Separate patch, please.

I know. spa headers use the `fallthrough` attribute and qemu/compiler.h defines it as a macro, so it breaks compilation. If the spa headers go after, we'd need to undef fallthrough before including them and re-define or re-include qemu/compiler.h after. What do you think would be best?


diff --git a/include/qemu/compiler.h b/include/qemu/compiler.h
index 1109482a00..959982805d 100644
--- a/include/qemu/compiler.h
+++ b/include/qemu/compiler.h
@@ -1,215 +1,231 @@

[...]

 #define QEMU_ALWAYS_INLINE
 #endif
-/**
- * In most cases, normal "fallthrough" comments are good enough for
- * switch-case statements, but sometimes the compiler has problems
- * with those. In that case you can use QEMU_FALLTHROUGH instead.
+/*
+ * Add the pseudo keyword 'fallthrough' so case statement blocks

Pseudo-keyword?  It's a macro.

C calls reserved words that you cannot redefine 'keywords'. Like 'break', 'continue', 'return'. Hence it's a pseudo-keyword. It's also a macro. They are not mutually exclusive.
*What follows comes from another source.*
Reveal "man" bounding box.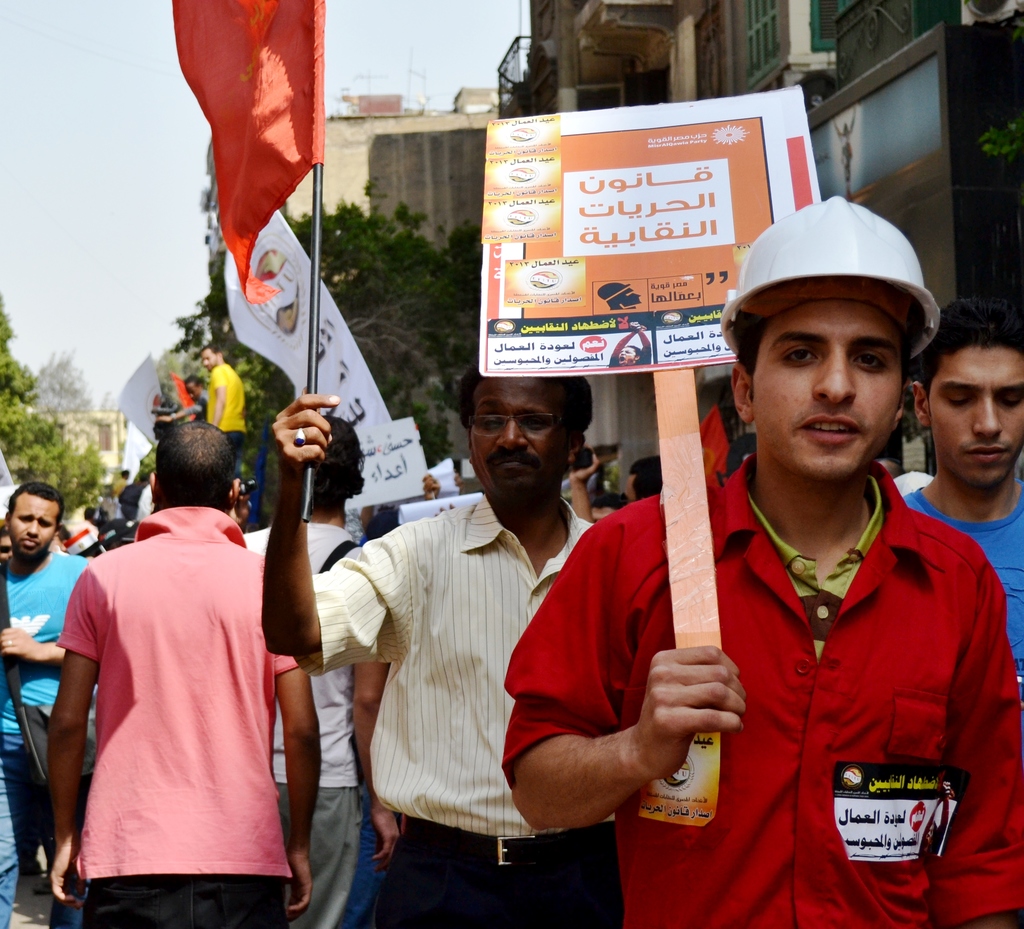
Revealed: bbox=[181, 369, 210, 420].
I did not write this, it was taken verbatim from the linux kernel source, see: /include/linux/compiler_attributes.h


+ * must end with any of these keywords:
+ *   break;
+ *   fallthrough;
+ *   continue;
+ *   goto <label>;
+ *   return [expression];

These are statements, not keywords.

I'm pretty sure it refers to {break, fallthrough, continue, goto, return} by themselves.


+ *
+ *  gcc: 
https://gcc.gnu.org/onlinedocs/gcc/Statement-Attributes.html#Statement-Attributes

Not sure we need to point to the docs here.  We have hundreds of
__attribute__ uses in the tree.

Again, copied from /include/linux/compiler_attributes.h


  */
-#if __has_attribute(fallthrough)
-# define QEMU_FALLTHROUGH __attribute__((fallthrough))
+
+/*
+ * glib_macros.h contains its own definition of fallthrough, so if we define
+ * the pseudokeyword here it will expand when the glib header checks for the
+ * attribute. glib headers must be #included after this header.
+ */
+#ifdef fallthrough
+#undef fallthrough
+#endif

Why do we need to roll our own macro then?

Glib uses a different name. The problem is when it checks for the compiler attribute, which expands into our macro.